The Profile
The Man Who Built His Own AI Degree - Then Gave It Away
Daniel Bourke is not a computer science graduate. He does not have an ML PhD. What he has is a film degree from SAE Sydney (graduated valedictorian, no less), a self-assembled curriculum he called his "AI Masters Degree," and a stubborn refusal to let formal prerequisites decide what he could learn. That combination turned out to be worth considerably more than a traditional credential.
Today, Bourke is a machine learning engineer and instructor at Zero to Mastery Academy, where he has taught over 230,000 students across courses on Python, TensorFlow, PyTorch, and the Hugging Face ecosystem. His free learning site learnpytorch.io is widely cited as the internet's most beginner-friendly introduction to PyTorch for deep learning. learntensorflow.io adds another 50,000-plus words of free technical instruction. He did not wait for permission to publish these. He just made them.

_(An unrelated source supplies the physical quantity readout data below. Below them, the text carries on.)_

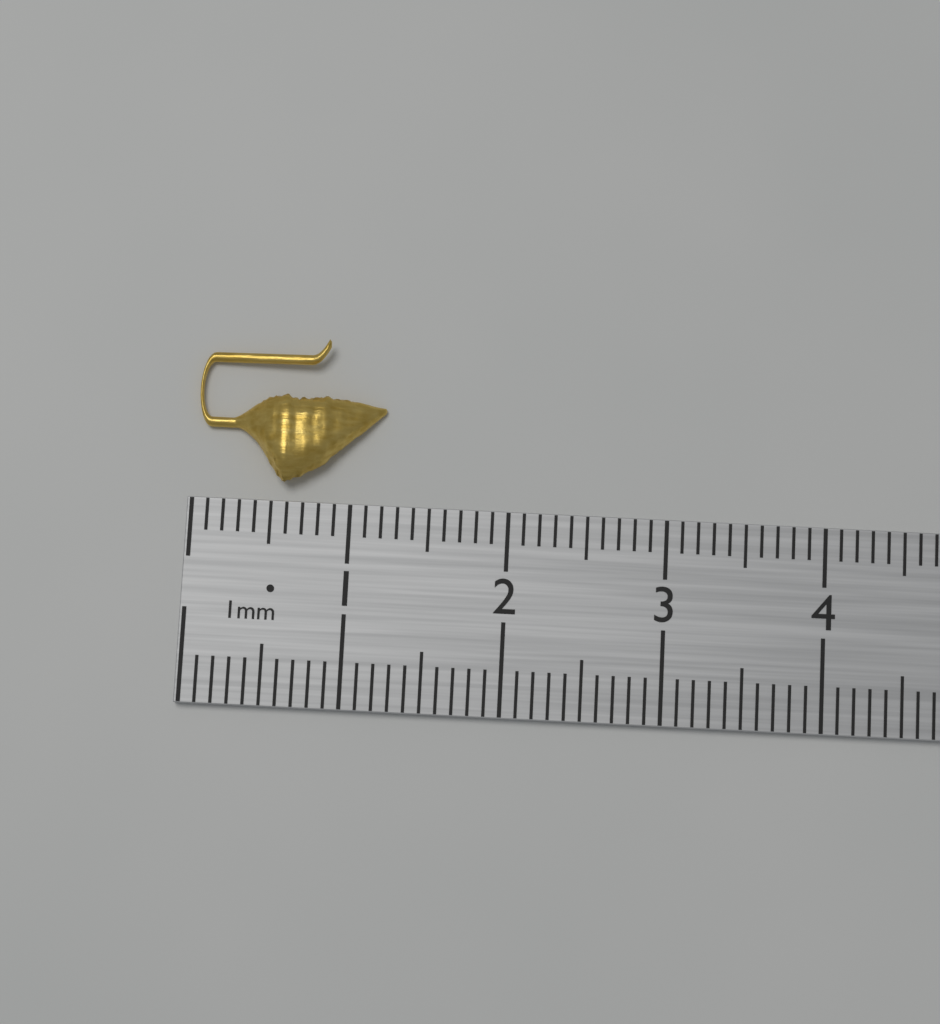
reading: 1.2 cm
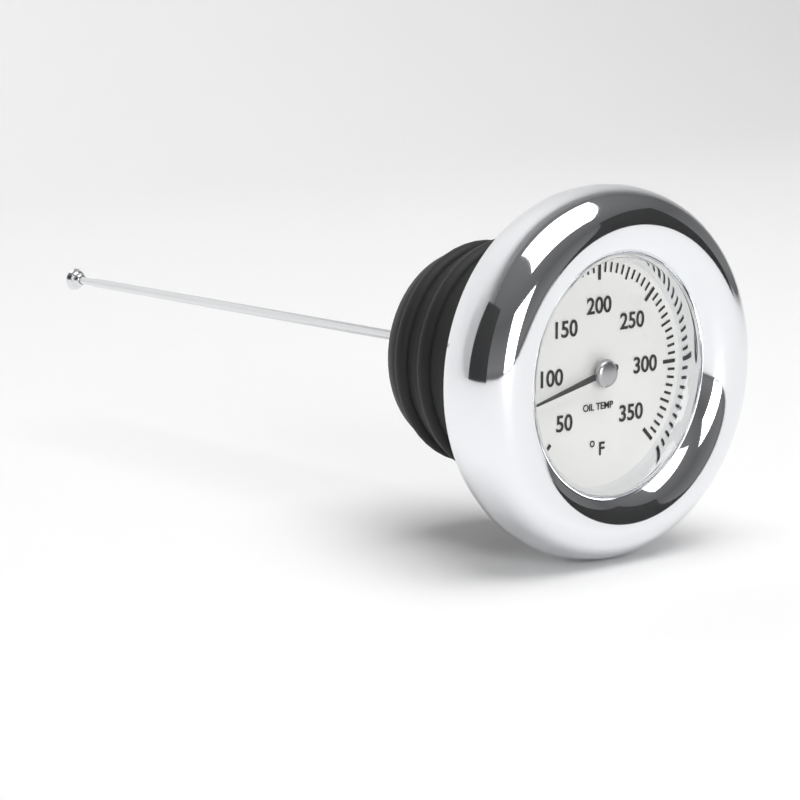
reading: 85 °F
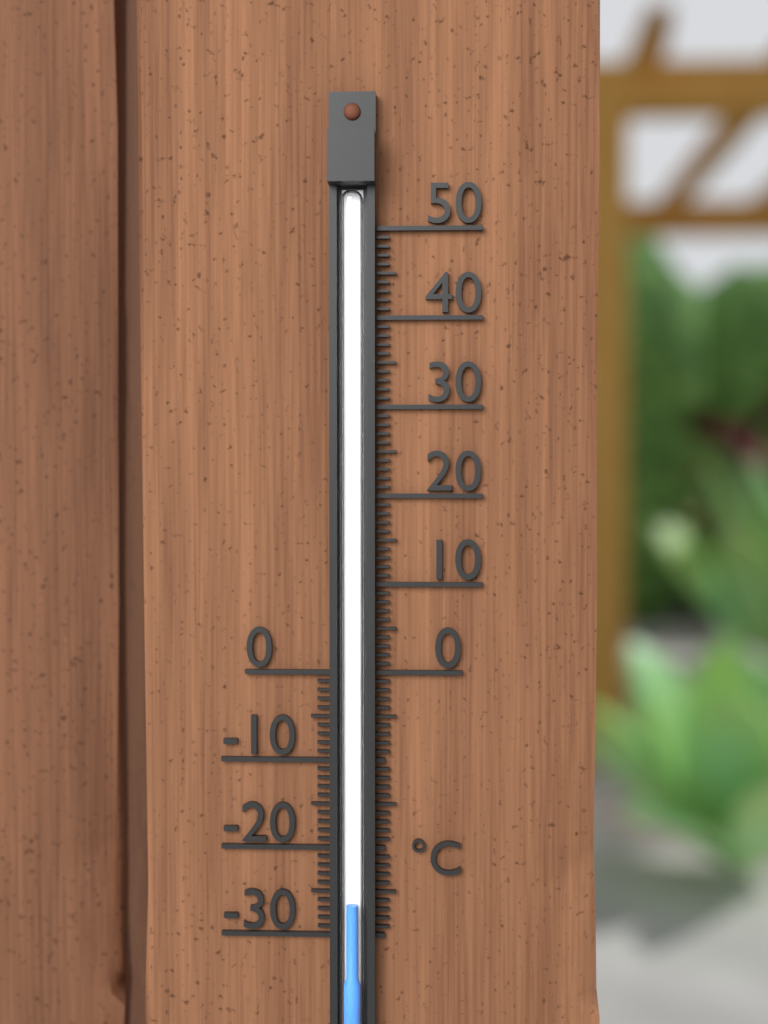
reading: -26 °C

He also co-founded Nutrify - an iOS app that uses computer vision AI to identify and teach about whole foods - with his brother Joshua. Daniel builds the models; Joshua builds the interface. They are, in essence, a two-person startup running out of Brisbane. In December 2025, Nutrify 2.0 launched with multi-food detection, food sharing, and a database that had grown from 518 to 1,070 foods. A Nutrify Goes to School initiative followed in 2025, partnering with educational institutions to teach children about nutrition through AI.
In April 2026, Bourke and his brother placed 2nd out of roughly 900 entries in Google's MedGemma Impact Challenge with "Sunny: Private Skin Tracker" - an on-device AI app fine-tuned from Google's MedGemma-1.5-4B model that runs entirely locally on iPhone using Apple's MLX framework. No cloud, no data sharing. Medical-grade AI that stays on your phone.
And in 2024, he published his debut novel, "Charlie Walks." The protagonist is a machine learning engineer who writes letters to his nephew. Art imitating life, or life imitating art - at this point, it's hard to tell where the boundary is.